On paper, 2026 should be a golden age for rare disease drug development. Commissioner Makary's FDA has rolled out a suite of new frameworks: the Rare Disease Evidence Principles program for ultra-rare genetic diseases, a "plausible mechanism pathway" that could allow approvals with smaller data packages, and a "bespoke therapy" pathway for individualized treatments tested in just a handful of patients. The agency shifted from requiring two pivotal trials to a one-trial default for many drugs, which disproportionately helps rare disease developers who struggle to enroll enough patients for even one study.
These are genuinely good ideas. The problem is execution. When the director of the Office of Orphan Products Development gets reassigned during the rollout of these very reforms, it sends a signal. When a drug gets rejected and then un-rejected within 90 days, it sends a louder one. CEOs and investors are telling reporters that critical policy expectations exist only in journal articles and speeches, not in binding guidance documents.

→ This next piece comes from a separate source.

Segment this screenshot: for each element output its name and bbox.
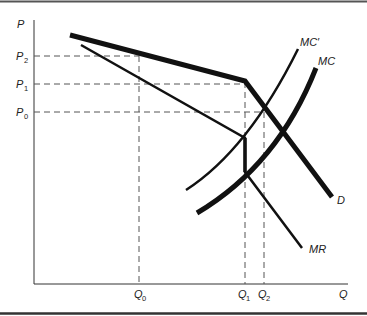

Nearly 100 rare disease advocacy groups, CEOs, and investors have organized to push the administration to "restore regulatory clarity" and appoint stable leadership at the biologics center.
The stakes are higher than stock prices. For the roughly 30 million Americans living with a rare disease, most of whom have no approved treatment, these small biotechs represent the only realistic path to a therapy. Every company that runs out of cash or sells itself at a discount because of unpredictable FDA behavior represents a drug that might never reach patients.
Rare disease biotech has always been a high-wire act. Small populations, complex biology, expensive trials, and binary FDA decisions make it inherently risky. But risk is manageable when the rules are consistent. What's not manageable is a regulatory environment that feels, as one CEO put it, capricious.
The FDA doesn't need to lower its standards. It needs to stop moving the goalposts after the ball is already in the air.